Board games has a tradition for classic illustrational work topped with some graphic design. Probably because games must be decodable for the viewer -high contrast between flavor and information is great.

Here on the site I have interviewed a lot fantastic artist that each bring their personal take on the art of games. But there is still a lot of room for exploring interesting visual universes for your game. A visual style can set the tone to be less or more serious, make it warm or cold.

See this wonderful board from Dungeon Degenerates. My head might explode while playing but it is still awesome and fresh.

 

Dungeoun Degenerates Board

 

I created a small list of styles that could be fun to see more of used in board games. They all share some kind of 3-dimensional depth.

 

  1. Low poly 3D

In past decades, there have been millions of implementations of this 3D style in digital games since it was a hardware necessity. I have seen many pixel styled games, but I think it could be fun to see some low poly 3D illustrations. It would speak directly to my gamer heart. Would fit perfectly for items.

 

 

  1. High-end 3D work

Making a 3D environment has a great benefit – it looks awesome and has some realism in depth and lighting. The game Adrenaline seems like they use 3D art – which fits the Quake look 🙂

 

http://czechgames.com/en/adrenaline/

 

Josh Rife 3d

 

  1. Plush

How cute would it be with photos of handcrafted plush objects?

 

 

  1. Clay and puppets.

I really want to try this myself. I actually saw a game “Mare Balticum” at Essen that used this style. It was brilliant! Also recently discovered “Quest for Fire” that goes all the way!.

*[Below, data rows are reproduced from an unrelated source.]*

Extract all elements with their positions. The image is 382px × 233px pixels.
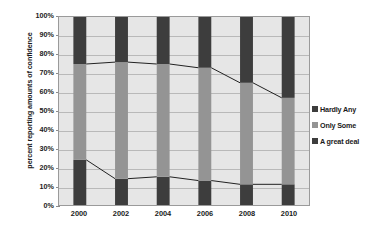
x-tick-label: 2002 [101,210,141,217]
legend-swatch-icon [312,138,318,144]
y-tick-label: 100% [22,12,54,19]
connector-line-great-deal [211,181,240,185]
connector-line-only-some [211,68,240,83]
legend-item[interactable]: Only Some [312,117,382,133]
y-tick-label: 60% [22,88,54,95]
y-tick-label: 20% [22,164,54,171]
y-axis-tick-labels: 0%10%20%30%40%50%60%70%80%90%100% [22,10,54,210]
x-tick-label: 2000 [59,210,99,217]
connector-line-great-deal [128,177,157,179]
legend-item[interactable]: Hardly Any [312,101,382,117]
x-tick-label: 2006 [185,210,225,217]
y-tick-label: 40% [22,126,54,133]
y-tick-label: 70% [22,69,54,76]
connector-line-great-deal [86,160,115,179]
legend-label: A great deal [320,137,359,146]
x-tick-label: 2004 [143,210,183,217]
plot-area [58,16,310,206]
x-tick-label: 2008 [227,210,267,217]
y-tick-label: 50% [22,107,54,114]
y-tick-label: 90% [22,31,54,38]
x-tick-label: 2010 [269,210,309,217]
y-tick-label: 0% [22,202,54,209]
connector-line-only-some [128,62,157,64]
y-tick-label: 80% [22,50,54,57]
chart-legend: Hardly AnyOnly SomeA great deal [312,101,382,149]
y-tick-label: 10% [22,183,54,190]
x-axis-tick-labels: 200020022004200620082010 [58,210,310,226]
connector-lines-layer [59,17,309,205]
legend-swatch-icon [312,122,318,128]
legend-label: Only Some [320,121,356,130]
y-tick-label: 30% [22,145,54,152]
legend-swatch-icon [312,106,318,112]
y-tick-mark [56,206,60,207]
legend-label: Hardly Any [320,105,356,114]
connector-line-only-some [86,62,115,64]
legend-item[interactable]: A great deal [312,133,382,149]
connector-line-only-some [253,83,282,98]
connector-line-only-some [170,64,199,68]
connector-line-great-deal [170,177,199,181]
stacked-bar-chart: percent reporting amounts of confidence … [0,0,382,233]
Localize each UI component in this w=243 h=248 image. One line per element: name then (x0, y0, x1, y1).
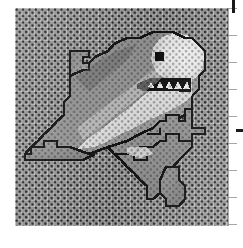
right-registration-tick (236, 129, 243, 132)
top-registration-tick (232, 0, 235, 13)
screenshot-root (0, 0, 243, 248)
shark-eye (155, 52, 164, 61)
aida-cloth-panel (15, 8, 228, 226)
shark-motif (15, 8, 228, 226)
right-margin-ticks (228, 8, 237, 226)
shark-tail-fin (160, 167, 185, 206)
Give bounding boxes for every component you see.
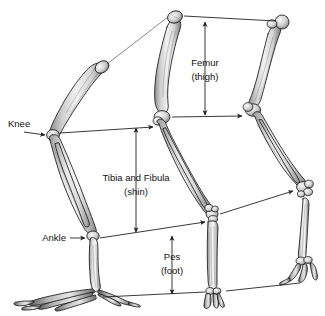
figure-canvas: Knee Ankle Femur (thigh) Tibia and Fibul…	[0, 0, 325, 316]
knee-label: Knee	[8, 118, 30, 129]
tibia-label: Tibia and Fibula	[102, 172, 170, 183]
pes-label: Pes	[164, 251, 181, 262]
pes-sublabel: (foot)	[161, 265, 183, 276]
middle-limb-toes	[204, 288, 224, 309]
middle-limb-metatarsus	[207, 221, 218, 289]
limb-homology-figure: Knee Ankle Femur (thigh) Tibia and Fibul…	[0, 0, 325, 316]
ankle-label: Ankle	[42, 232, 66, 243]
right-limb-hip	[275, 15, 289, 29]
femur-sublabel: (thigh)	[192, 71, 219, 82]
femur-label: Femur	[191, 57, 218, 68]
right-limb-ankle-joint	[297, 180, 314, 197]
tibia-sublabel: (shin)	[124, 186, 148, 197]
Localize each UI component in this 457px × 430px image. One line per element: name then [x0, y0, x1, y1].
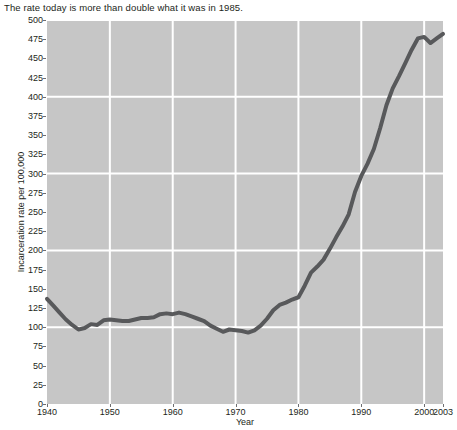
- x-tick-mark: [361, 404, 362, 407]
- data-line-path: [47, 34, 443, 333]
- x-tick-label: 2003: [423, 408, 457, 417]
- y-tick-mark: [43, 308, 46, 309]
- x-axis-label: Year: [47, 417, 443, 427]
- chart-title: The rate today is more than double what …: [4, 2, 243, 14]
- x-tick-mark: [424, 404, 425, 407]
- chart-figure: The rate today is more than double what …: [0, 0, 457, 430]
- y-tick-mark: [43, 231, 46, 232]
- x-tick-label: 1980: [278, 408, 318, 417]
- y-tick-mark: [43, 116, 46, 117]
- y-tick-mark: [43, 270, 46, 271]
- x-tick-mark: [173, 404, 174, 407]
- y-tick-mark: [43, 20, 46, 21]
- y-tick-mark: [43, 154, 46, 155]
- y-axis-label: Incarceration rate per 100,000: [14, 20, 28, 404]
- x-tick-label: 1970: [216, 408, 256, 417]
- x-tick-mark: [298, 404, 299, 407]
- y-tick-mark: [43, 97, 46, 98]
- x-tick-mark: [443, 404, 444, 407]
- x-tick-mark: [47, 404, 48, 407]
- horizontal-gridlines: [47, 20, 443, 327]
- plot-area: [47, 20, 443, 404]
- y-tick-mark: [43, 346, 46, 347]
- x-tick-label: 1940: [27, 408, 67, 417]
- x-tick-label: 1950: [90, 408, 130, 417]
- y-tick-mark: [43, 289, 46, 290]
- vertical-gridlines: [110, 20, 424, 404]
- y-tick-mark: [43, 39, 46, 40]
- x-tick-label: 1990: [341, 408, 381, 417]
- y-tick-mark: [43, 404, 46, 405]
- x-tick-mark: [236, 404, 237, 407]
- y-tick-mark: [43, 58, 46, 59]
- y-tick-mark: [43, 250, 46, 251]
- y-tick-mark: [43, 78, 46, 79]
- y-tick-mark: [43, 135, 46, 136]
- y-tick-mark: [43, 327, 46, 328]
- x-tick-label: 1960: [153, 408, 193, 417]
- y-tick-mark: [43, 193, 46, 194]
- y-tick-mark: [43, 174, 46, 175]
- y-tick-mark: [43, 366, 46, 367]
- y-tick-mark: [43, 385, 46, 386]
- series-line-incarceration-rate: [47, 20, 443, 404]
- y-tick-mark: [43, 212, 46, 213]
- x-tick-mark: [110, 404, 111, 407]
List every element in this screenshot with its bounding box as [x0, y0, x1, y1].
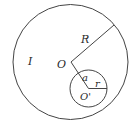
- current-label: I: [27, 55, 33, 68]
- big-center-label: O: [57, 58, 66, 71]
- small-center-label: O': [80, 91, 91, 102]
- offset-label: a: [82, 72, 88, 83]
- big-radius-label: R: [80, 33, 89, 46]
- small-radius-label: r: [95, 78, 101, 89]
- big-radius-line: [71, 25, 114, 62]
- diagram-canvas: I R O a r O': [0, 0, 135, 129]
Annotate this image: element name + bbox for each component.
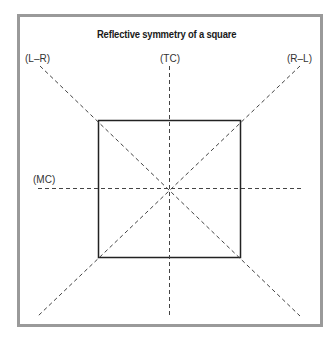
symmetry-diagram (0, 0, 333, 342)
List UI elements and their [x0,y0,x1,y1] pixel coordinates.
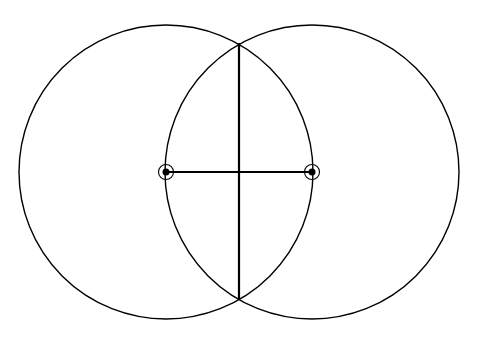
construction-diagram [0,0,479,340]
point-dot-icon [163,169,170,176]
point-dot-icon [309,169,316,176]
segments-group [166,43,312,300]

Quest for Fire from Rio Grande Games
  1. Augmented images

    It is quite easy to have setup an image recognition system to let your phone give extra depth to images. It could be fun. It could be used to make the theme more immersive or it could be used for rules. Like a chess game where every piece would show its allowed movements.

 

  1. Layered paper collages or flat 3D.

Layers create depth and can be beautiful as design. Just run a search on pinterest to see all the fantastic images. Here is Tania from Lissova crafts papercacti.

 

 

  1. Paper craft

A style seen a lot in motion art but not so much in board games. I love the analog feel to paper objects.

 

I still love great 2D artwork or design, even if my ideas above are all trying to add a third dimension to your game. Maybe this will give you other great ideas to explore! If you are working on something different – I would love to hear about it here.